I like the historical acuity of Michael Scharf's critique of "personalism" in American poetry, despite the fact that my perspective is about as opposite to his as one can get. I do think he has identified something deeply askew in the approach or method which turns poetry into a celebration of subjectivity without limits, as a kind of aesthetic compensation for all the limitations of actual & historical reality.
But I fork paths with Scharf when he offers a form of Marxist-historical-materialist critique as a response to the problem of the person & the personal. A hortatory & quasi-religious rhetoric insinuates itself into his analysis. We are under a moral obligation to "figure a disposition" between "possession and dispossession" - a "material site" of "mistranslation" and "struggle" - ie. it appears that Scharf's notion of the person is that of something partially determined or impinged upon by a materialist history of social struggle, and poetry, in order to mean anything, has to seek the constantly-shifting nexus or interface or locus of this set of implied obligations to the larger (& conflicted) situation.
I have no problem with the idea that individual human meaning is only discovered within a context of the shapes of time & history of the human race as a species, and the world as a whole. What I would argue is that such meaning can be explored & discovered without denying the individual human person an essential - the essential, paradigmatic role - both in history in general, and in poetry in particular.
The crux of the matter comes with an analysis of this notion of the individual human person. If we limit the concept of the person to the egocentric Self as sketched by Scharf (as part of the "mainstream" ideology of American poetics), then Scharf's critique & dismissal of such a limited concept is easy to understand. But we need, rather, to qualify & complicate our sense of the person, rather than reject a caricature of same. One could consult, just for one example, Christian Moev's The Metaphysics of Dante's Comedy, for an introduction to Dante's medieval-poetic understanding of the human self as essentially contingent : but not, as in the modern sense, contingent upon abstract or human-historical forces, but upon a relationship with a divine source in whose image man is made. The relational complexities of the (Judeo-Christian) religious vision of Man-&-God - within which the category of the "personal" is not denied, but rather supplemented & enhanced, while at the same time subjected to an ultimate ethical demand ("eternal judgement" on each individual soul) - these complex relations are part of a nexus of understanding, a viewpoint within which materialist historicism seems finally like a form of personal irresponsibility masking itself as social ethics.
I have gone into these issues at greater length in various blog posts here on Russian Acmeism & "domestic hellenism" : on the perspective emanating from Gumilev & Mandelstam (with deep roots in Byzantine Christianity) which asserted - in the face of revolutionary collectivism - a "chaste" vision of the dignity & beauty of both individual persons & distinct natural phenomena of all sorts. The early 20th-cent. debate between Acmeism & Futurism was another arena in which these basic philosophical problems polarized & played themselves out on an aesthetic/poetic plane.
"The individual is always mistaken" wrote Emerson in "Experience." Emerson? Champion of the individual?? But, as Doug Crase points out, if the individual were not always mistaken, there would be no need for more of us.
ReplyDeleteTranscendentalism tells us that the individual is one and all, is a (vitally important) strand of the whole cloth.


- _Goal of the exercise_: Each line of the listing that contains the word "resolution" is to be copied.
====== Material provided
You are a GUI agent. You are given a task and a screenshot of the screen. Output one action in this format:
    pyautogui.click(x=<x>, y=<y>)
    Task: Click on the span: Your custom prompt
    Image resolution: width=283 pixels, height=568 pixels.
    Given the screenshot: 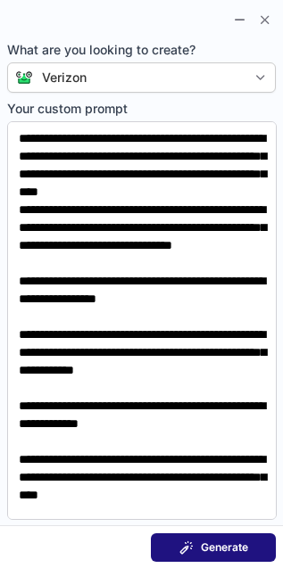 What is the action you would take?
    pyautogui.click(x=142, y=109)
    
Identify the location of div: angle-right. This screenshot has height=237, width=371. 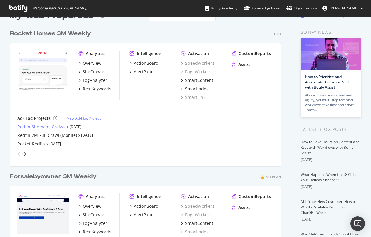
(25, 154).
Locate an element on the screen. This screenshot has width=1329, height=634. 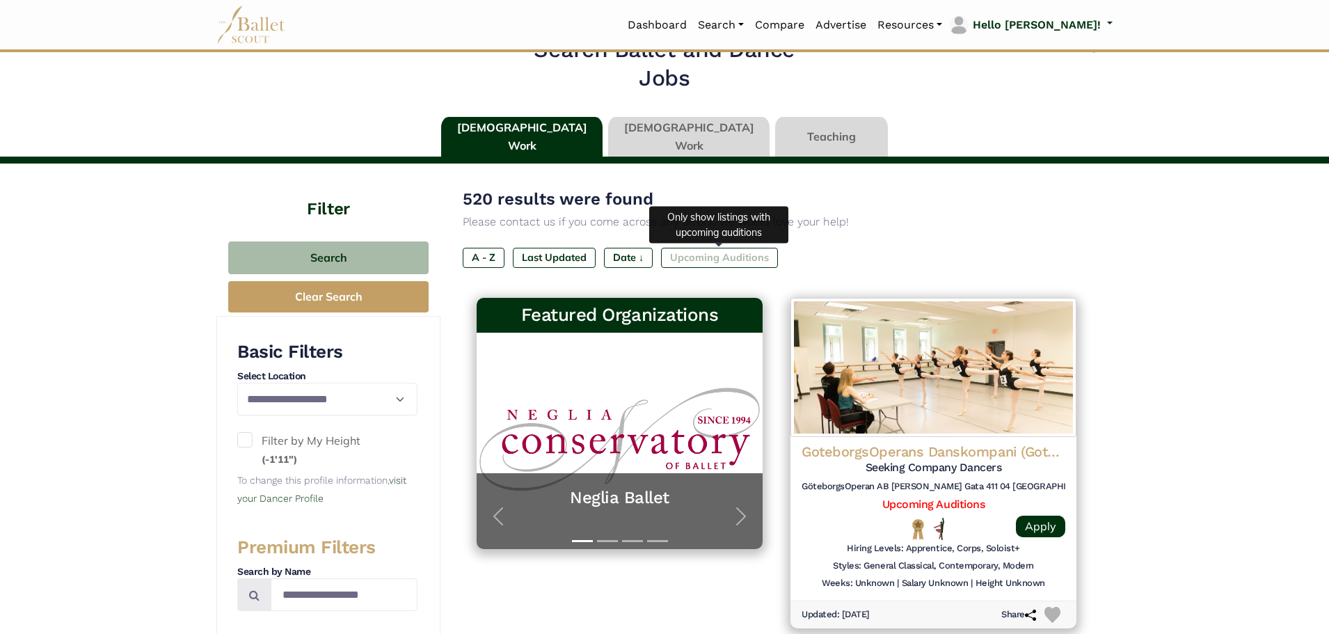
div: Only show listings with upcoming auditions is located at coordinates (719, 224).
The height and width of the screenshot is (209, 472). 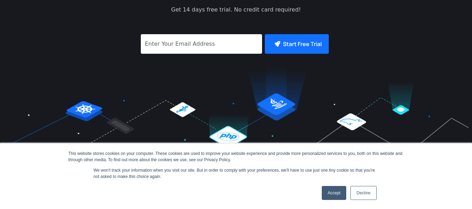 What do you see at coordinates (363, 193) in the screenshot?
I see `a: Decline` at bounding box center [363, 193].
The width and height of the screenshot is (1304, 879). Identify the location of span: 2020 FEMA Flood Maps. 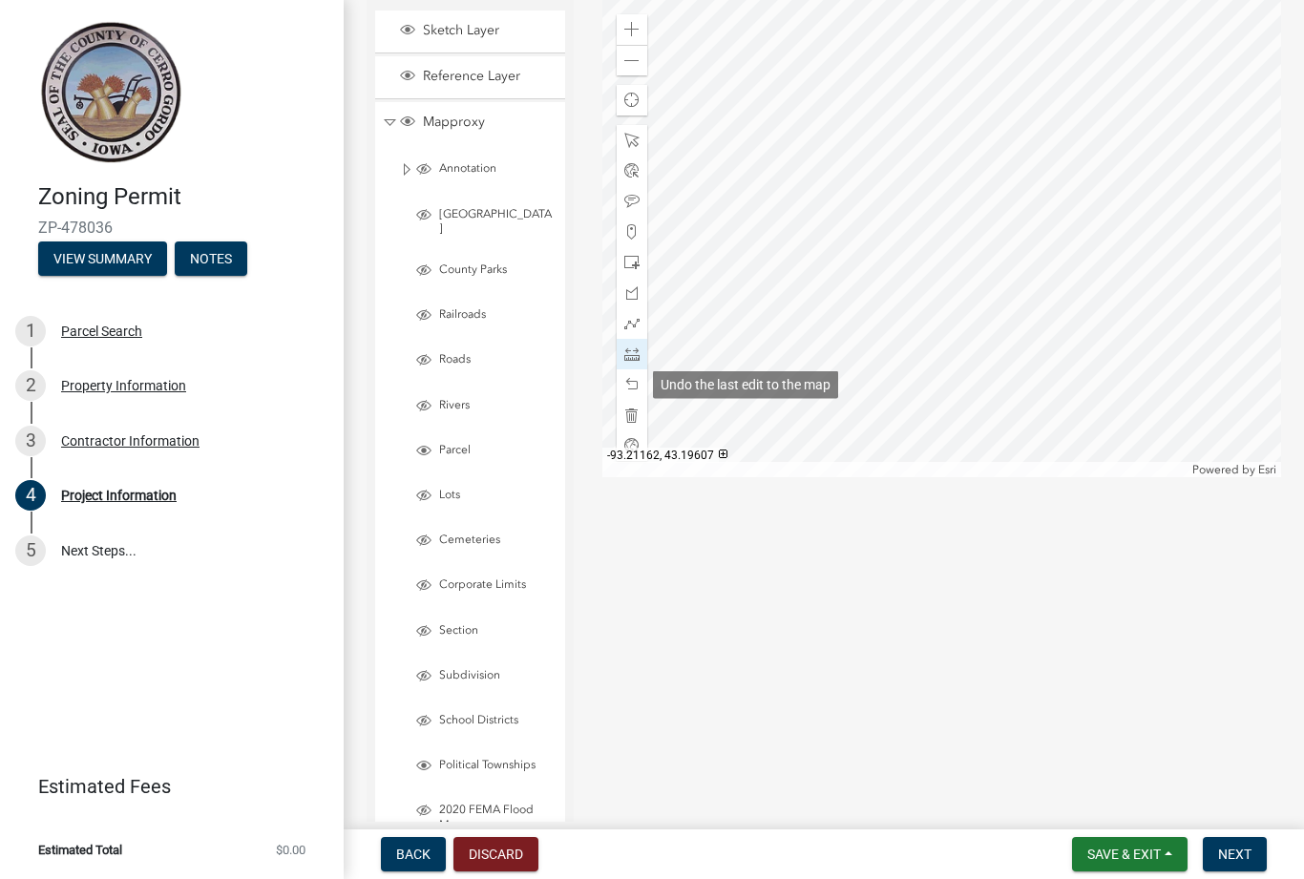
(495, 817).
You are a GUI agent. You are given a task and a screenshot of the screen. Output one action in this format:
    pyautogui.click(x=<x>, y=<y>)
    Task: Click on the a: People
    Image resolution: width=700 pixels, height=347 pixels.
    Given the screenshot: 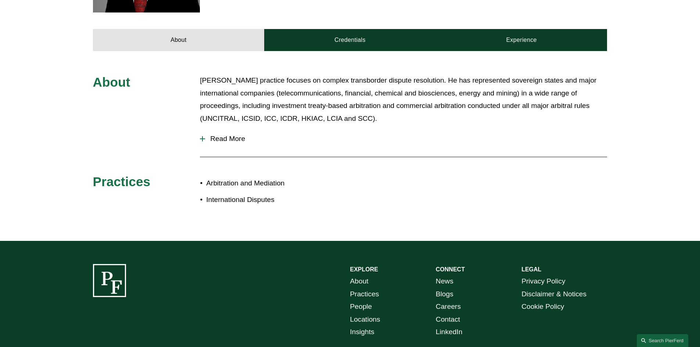 What is the action you would take?
    pyautogui.click(x=361, y=307)
    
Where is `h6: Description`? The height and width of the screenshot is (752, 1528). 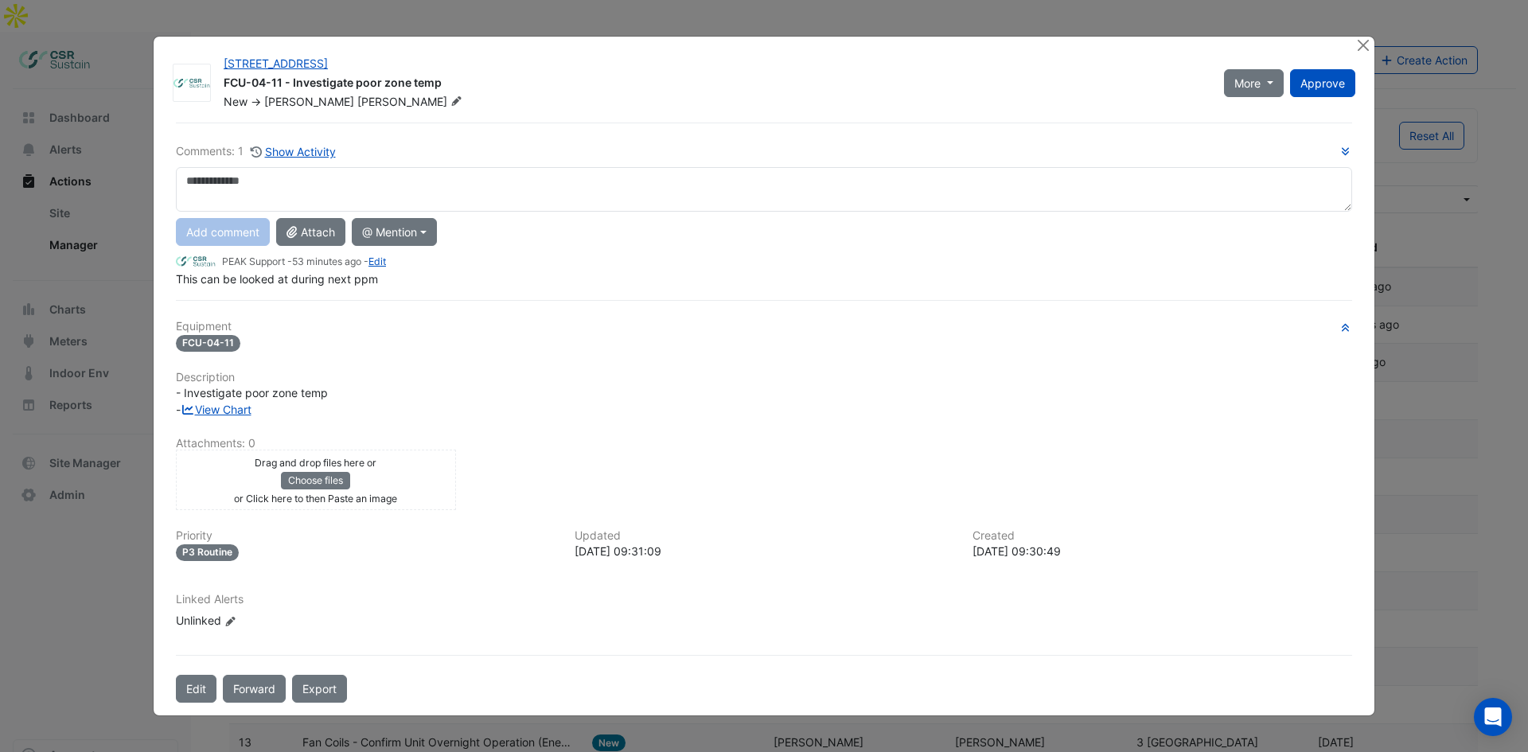
h6: Description is located at coordinates (764, 377).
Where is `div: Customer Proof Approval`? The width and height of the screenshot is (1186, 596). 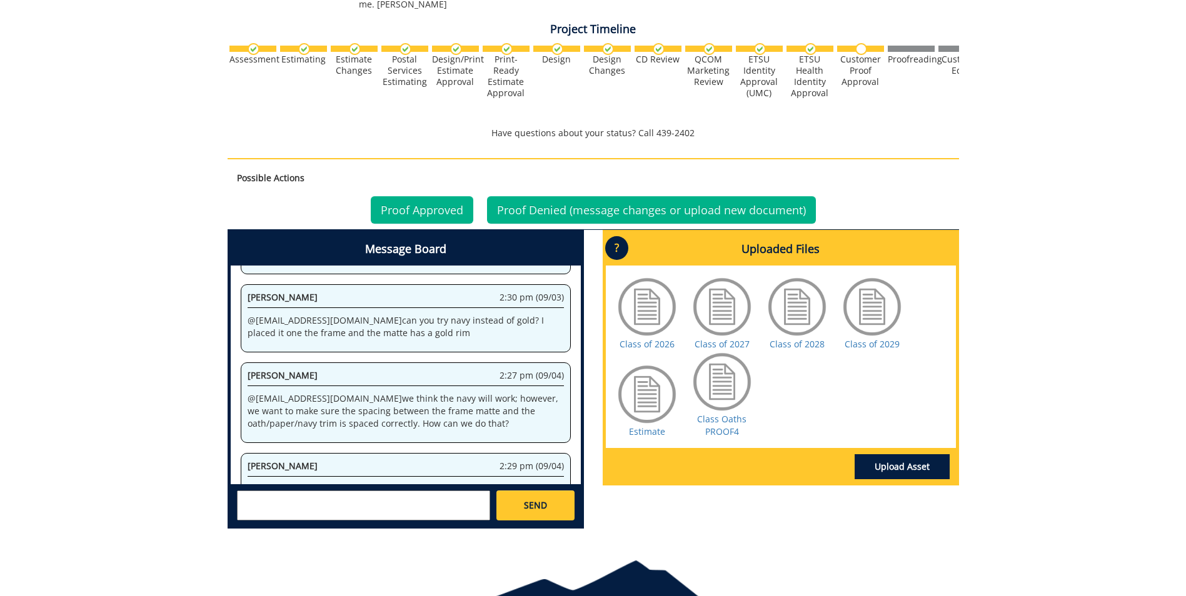 div: Customer Proof Approval is located at coordinates (860, 71).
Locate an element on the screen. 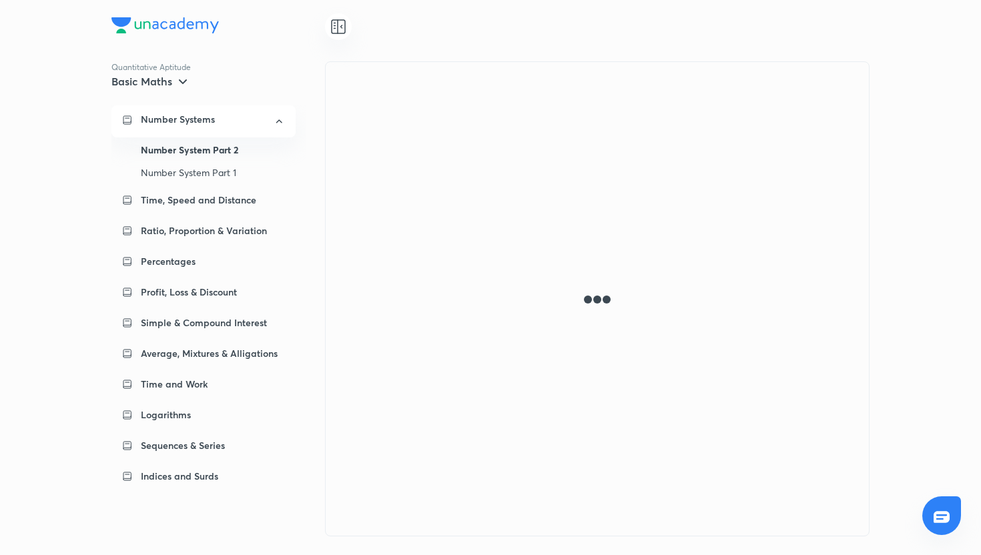 This screenshot has width=981, height=555. p: Average, Mixtures & Alligations is located at coordinates (209, 354).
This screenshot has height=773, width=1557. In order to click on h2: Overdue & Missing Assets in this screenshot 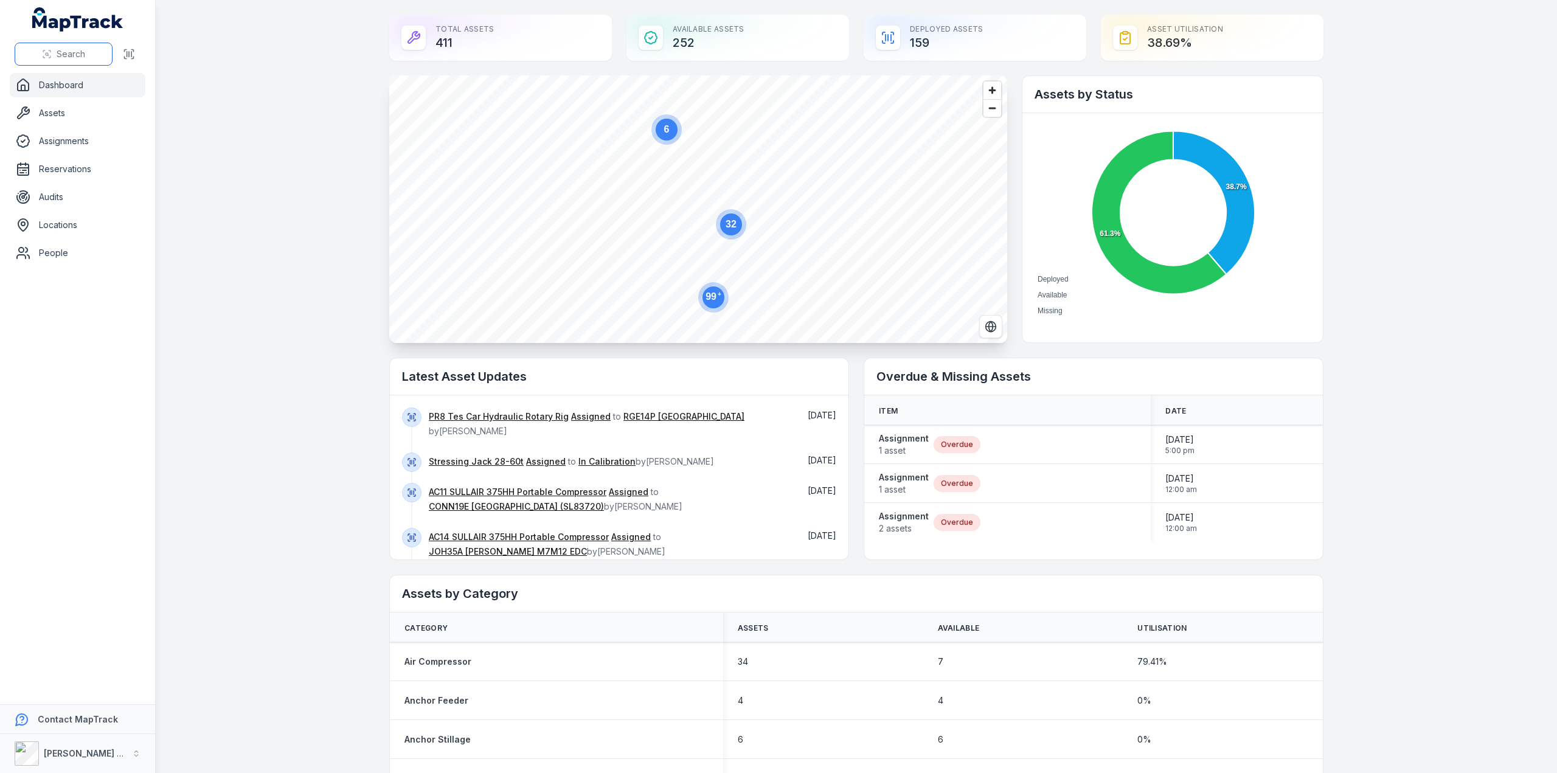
============
- _Exercise result_:
    Image resolution: width=283 pixels, height=568 pixels.
    Image resolution: width=700 pixels, height=347 pixels.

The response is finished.